Barbara Waring
Barbara Waring (1 August 1911 – April 1990) was an English actress.
Biography
Barbara Alice Waring Gibb was born on 1 August 1911 in Kent, England, the daughter of Dr. J. A. Gibb.[1]
She attended the Royal Academy of Dramatic Art,[2] and was an actress in the 1930s and 1940s.
In the late 1930s she married Laurence A. Evans, a theatrical agent.[1] They divorced and in 1947 she married Hon. Geoffrey Cunliffe, son of Walter Cunliffe, 1st Baron Cunliffe and Edith Cunningham Boothby, and Chairman of British Aluminium.[2][1]
In 1963 she wrote the script for Two by the Sea and in 1974 that for Easter Tells Such Dreadful Lies.[3]
In 1967 she wrote the play The Jaywalker, performed at Coventry Cathedral with music by Duke Ellington.[2]
She died in April 1990 in Surrey, England.
Appearances
- 1935: His Majesty and Company as Princess Sandra
- 1935: The Girl in the Crowd as Mannequin
- 1942: In Which We Serve as Mrs MacAdoo, written by Noël Coward and directed by Noël Coward and David Lean
- 1943: The Gentle Sex as Joan Simpson, directed and narrated by Leslie Howard
- 1944: A Canterbury Tale as Polly Finn
- 1944: Heaven Is Round the Corner as Dorothy Trevor
- 1945: Twilight Hour as Gladys
- 1947: Hungry Hill as Barbara Brodrick, with a screenplay by Terence Young and Daphne du Maurier, from the novel by Daphne du Maurier[4]
References
- Mosley, Charles, editor.
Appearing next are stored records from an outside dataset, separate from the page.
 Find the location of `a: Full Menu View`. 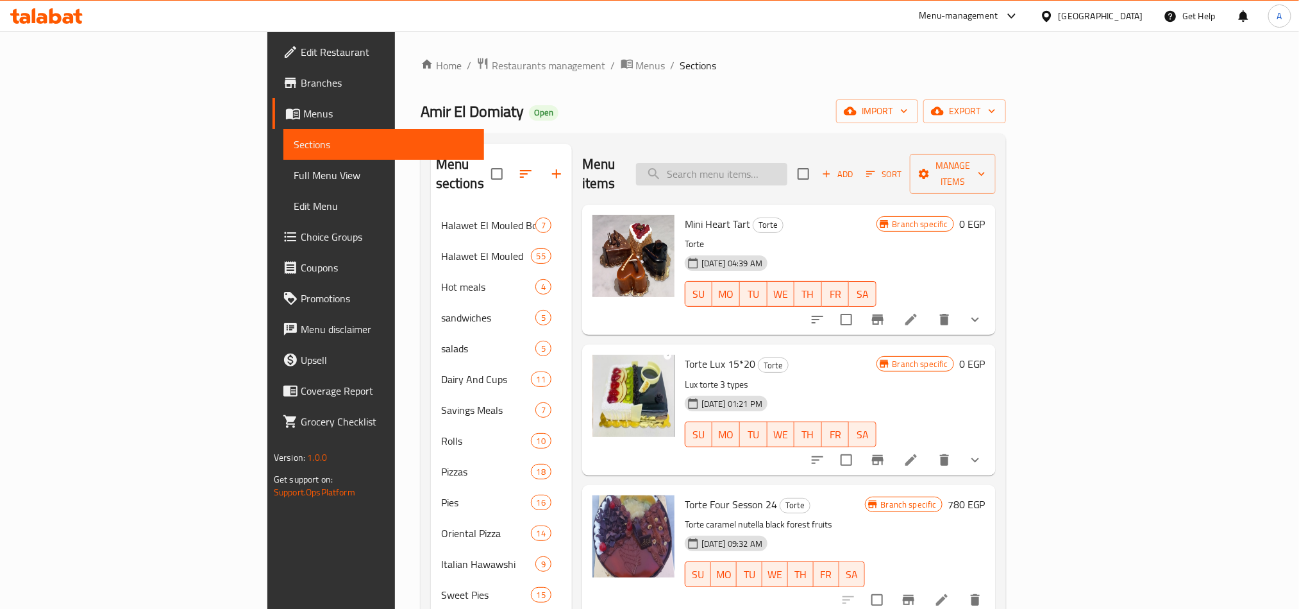

a: Full Menu View is located at coordinates (383, 175).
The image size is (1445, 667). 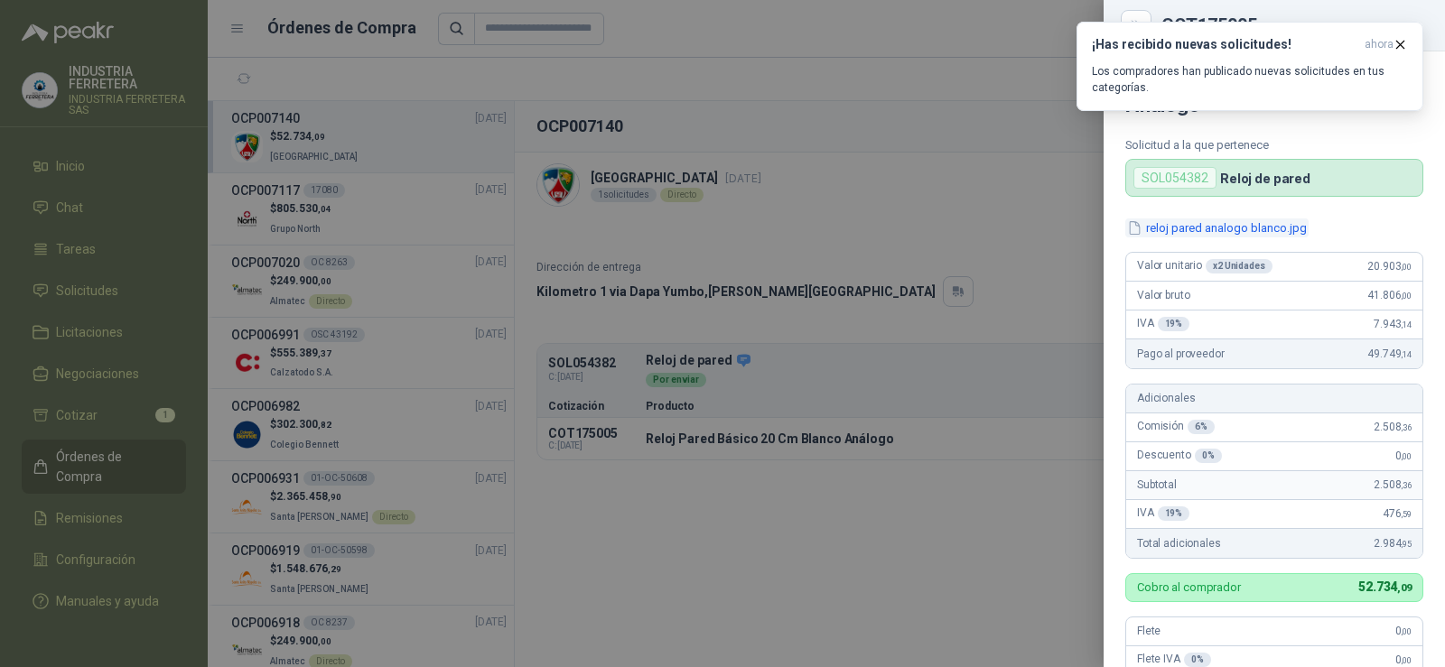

Burke's Peerage, Baronetage & Knightage, 107th edition, 3 volumes. Wilmington, Delaware, U.S.A.: Burke's Peerage (Genealogical Books) Ltd, 2003
- "Barbara Waring, Cavalcade, The Gentle Sex and Duke Ellington". elvirabarney. Retrieved 23 January 2018.
- "Barbara Waring". British Film Institute. Retrieved 23 January 2018.
- "Barbara Waring". British Film Institute. Retrieved 23 January 2018.